A new agricultural revolution has begun. Congress must invest now to secure the future of US food
At a certain point we have to ask ourselves how much more the global food system can sustain.
Historic floods in Pakistan. Droughts in the American West. Russia’s invasion of Ukraine. The global food system and supply chains that have long enabled us to move food from where it’s grown to where it’s needed have rarely been so thin or stretched so far.
The consequences are showing up in the cost and availability of food in most parts of the world, including the United States. Americans’ growing demand for fresh produce will only accelerate our dependence on an increasingly fragile food system.

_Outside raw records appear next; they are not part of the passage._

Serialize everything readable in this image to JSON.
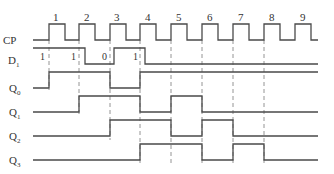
{
  "diagram": {
    "type": "timing-diagram",
    "signals": [
      {
        "name": "CP",
        "label_main": "CP",
        "label_sub": ""
      },
      {
        "name": "D1",
        "label_main": "D",
        "label_sub": "1"
      },
      {
        "name": "Q0",
        "label_main": "Q",
        "label_sub": "0"
      },
      {
        "name": "Q1",
        "label_main": "Q",
        "label_sub": "1"
      },
      {
        "name": "Q2",
        "label_main": "Q",
        "label_sub": "2"
      },
      {
        "name": "Q3",
        "label_main": "Q",
        "label_sub": "3"
      }
    ],
    "clock_pulses": [
      "1",
      "2",
      "3",
      "4",
      "5",
      "6",
      "7",
      "8",
      "9"
    ],
    "d1_sampled_values": [
      "1",
      "1",
      "0",
      "1"
    ],
    "colors": {
      "line": "#4a4a4a",
      "dash": "#7a7a7a",
      "text": "#333333"
    }
  }
}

The story of this decade need not be one of scarcity and strain, however. A different future is within reach: one of abundance, affordability and sustainability. The US has an historic opportunity to shorten supply chains, ensure long-term food security and reduce the environmental cost of farming. Innovation can make this possible – but only if America invests in new agricultural technologies. Not just to feed ourselves, but to reaffirm our role as the world’s largest exporter of food and innovation.
If you’re not in the industry, you might not know that farming is undergoing a silent technological revolution. Drones, sensors and satellite imaging systems are helping farms manage their crops more effectively with more information and knowledge than ever before. Amid labor shortages, farmers are looking to robotics and automation to fill the gap. Artificial intelligence is used today to monitor soil, control pests and improve overall yield. These and other advances are allowing the industry to rethink its most fundamental assumptions: how we grow, what we grow, and how we transport what we grow.
For example, recent breakthroughs in artificial intelligence, computer vision, and sensor and control systems have enabled our company, Bowery, to grow fresh, local, and pesticide-free in large-scale, intelligent indoor spaces with plants stacked floor-to-ceiling. This approach, powered by renewable energy, uses significantly less land and water. It is a sustainable model that works regardless of changing climate conditions or severe weather events.
Vertical farms can be built almost anywhere. But by bringing them close to the markets we serve, we can radically shorten the supply chain – reducing disruption and the environmental costs of long-distance shipping and increasing the overall resilience of the food system.
Many Americans have probably eaten vertically grown produce without realizing how differently they are grown. But vertical farming is only part of the broader transformation the world needs to make. With the world population projected to reach nearly 10 billion by 2050 and the climate crisis worsening, we need to produce more and more sustainably food. This requires collective effort – and collective investment.
Much like the crops on a farm, a business needs the right inputs to grow. Great ideas, seed capital, and state and local commitment enable companies to thrive. But for a cutting-edge industry to thrive and have national and even global impact, the federal government must play a key role as an innovation accelerator.
Think solar power in the 1990s or electric vehicles in the early 2000s. The promise was obvious. But these innovations could not have become the transformative, ubiquitous technologies they are today without national investment in research and development, infrastructure, workforce training, and manufacturing — and adequate fiscal incentives.
Agriculture is poised to become the next great success story of sustainable innovation – as foreign governments are increasingly recognizing. For example, the Netherlands – the world’s second largest agricultural exporter – has invested in new cultivation technologies and cell-based meat production. Small, land-poor states like Singapore and the United Arab Emirates, and huge countries like Russia and China are working to build food systems that can withstand changing climates and reduce their dependence on turbulent trade relations.
The US must do the same. The global challenges of climate change and food insecurity will accelerate the development of new agricultural technologies wherever people live and eat. America has an opportunity to lead this revolution and spread the benefits around the world. The new Congress must act in terms of foreign and economic policy.
In 2023, Congress will again approve the farm bill, as it does every five years. No law says more about the importance we place on agriculture. This time, the bill aims to help accelerate ongoing technological advances, increase domestic food production and strengthen the supply chain. The Farm Bill should also prioritize human resource development, prepare the next generation for careers in high-tech agriculture, and position our research institutions, land grant universities, and historically black colleges and universities as centers of agricultural innovation.
To bolster domestic manufacturing, a bipartisan majority in Congress last year doubled the research and development tax credit for qualifying firms and created an investment tax credit for the semiconductor industry. Congress needs to take the same approach to agriculture.
Recently, all 50 members of the National Association of State Departments of Agriculture — both Republicans and Democrats — unanimously endorsed investment tax credits as a way to expand indoor farming given its high upfront investments. Such a policy should also apply to outdoor specialty crop growers who face similar capital costs when upgrading their approach with robotics and automation.
From the steel plow to gas-powered tractors to new breeding technologies, American innovation has led to advances in agriculture that have benefited the world.
Both our potential and the imperative to fulfill it have never been stronger. Congress needs to do more than improve the current system — it needs to invest in the future of nutrition.
Irving Fain is the founder and CEO of Bowery.